Thus did William Jennings Bryan voice so well the sentiments of many delegates at the Democratic National Convention in 1896 with his"Cross of Gold" speech. Shades of Thomas Jefferson, who had argued about 1800 for the source of the Republic's strength and democratic ideals in the yeoman farmer. Though Jefferson's idealized agriculturist, a self-reliant (and self-sufficient)"democrat," was always more myth than reality, even in 1790, when 90 percent of the gainfully employed of the United States either labored on or, as was often, if not usually the fact, owned a farm, the belief of Jefferson, as echoed in a similar vein by Bryan,"The Great Commoner some 100 years later, did have more than a"kernel" of truth. For, without a sound foundation, resting, as it must in any society, upon agriculture, and to some extent up to the present in our own, upon what became known as the"family farm" (another ideal), grass would indeed have grown long since in the streets of American cities.

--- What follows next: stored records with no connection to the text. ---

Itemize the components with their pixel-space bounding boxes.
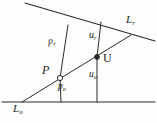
geometry-diagram: Lr Lo pr po ur uo P U (0, 0, 157, 123)
label-pr-sub: r (53, 39, 56, 46)
label-segment-pr: pr (47, 36, 55, 47)
label-line-Lr: Lr (126, 14, 135, 25)
label-point-U: U (103, 52, 112, 64)
label-segment-ur: ur (89, 30, 96, 40)
label-uo-sub: o (94, 74, 97, 80)
label-line-Lo: Lo (13, 103, 23, 114)
ray-through-P-and-U (22, 35, 131, 102)
label-segment-po: po (58, 82, 66, 92)
label-po-sub: o (63, 86, 66, 92)
label-Lo-sub: o (19, 108, 22, 115)
label-U-base: U (103, 51, 112, 65)
label-P-base: P (42, 63, 49, 77)
point-U-marker (95, 55, 100, 60)
segment-ur (97, 22, 101, 57)
label-ur-sub: r (94, 34, 96, 41)
label-segment-uo: uo (89, 70, 97, 80)
segment-pr (60, 25, 68, 78)
label-point-P: P (42, 64, 49, 76)
label-Lr-sub: r (132, 19, 135, 26)
point-P-marker (57, 75, 62, 80)
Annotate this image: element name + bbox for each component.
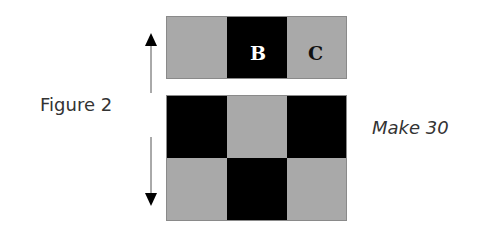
arrow-up-head [145, 33, 157, 46]
grid-cell [287, 158, 346, 220]
figure-label: Figure 2 [40, 95, 112, 115]
cell-letter-b: B [250, 44, 266, 63]
strip-cell-c: C [287, 17, 346, 78]
cell-letter-c: C [308, 44, 323, 63]
quantity-label: Make 30 [372, 118, 449, 138]
grid-cell [167, 158, 227, 220]
checker-grid [166, 95, 347, 221]
grid-cell [167, 96, 227, 158]
strip-cell-b: B [227, 17, 287, 78]
double-arrow-icon [140, 28, 164, 212]
grid-cell [287, 96, 346, 158]
arrow-down-head [145, 193, 157, 206]
grid-cell [227, 158, 287, 220]
grid-cell [227, 96, 287, 158]
top-strip: B C [166, 16, 347, 79]
strip-cell-left [167, 17, 227, 78]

LAND ACQUISITION AND DISTRIBUTION WITHIN THE UNITED STATES

Even before the origin of the United States with the adoption of the Constitution as the supreme law of the land in 1789, the groundwork had been laid for the disposal of the new nation's public domain. To that one could add the vast wilderness (then at least) of Alaska by purchase from Russia in 1867, known for a long time, and very inappropriately too, as it turned out, as"Seward's Folly, after William H. Seward, the Secretary of State, who negotiated the deal. What were the multitudinous additions to the fledgling Republic's public domain in roughly 50 years? They were the Georgia cession in 1802; the Louisiana Purchase from France in 1803; the acquisition of West Florida in 1811; East Florida in 1819; the Oregon" country" out of a northwestern boundary dispute with Great Britain in 1846; the Mexican cession of 1848, resulting from the Mexican War; followed by the Treaty of Guadalupe Hidalgo, also 1848, which brought 1.2 million more square miles of land, including the vast expanses of Texas, into the public domain--all of the above possessions"rounded out" by the Gadsden Purchase in the southwest in 1853.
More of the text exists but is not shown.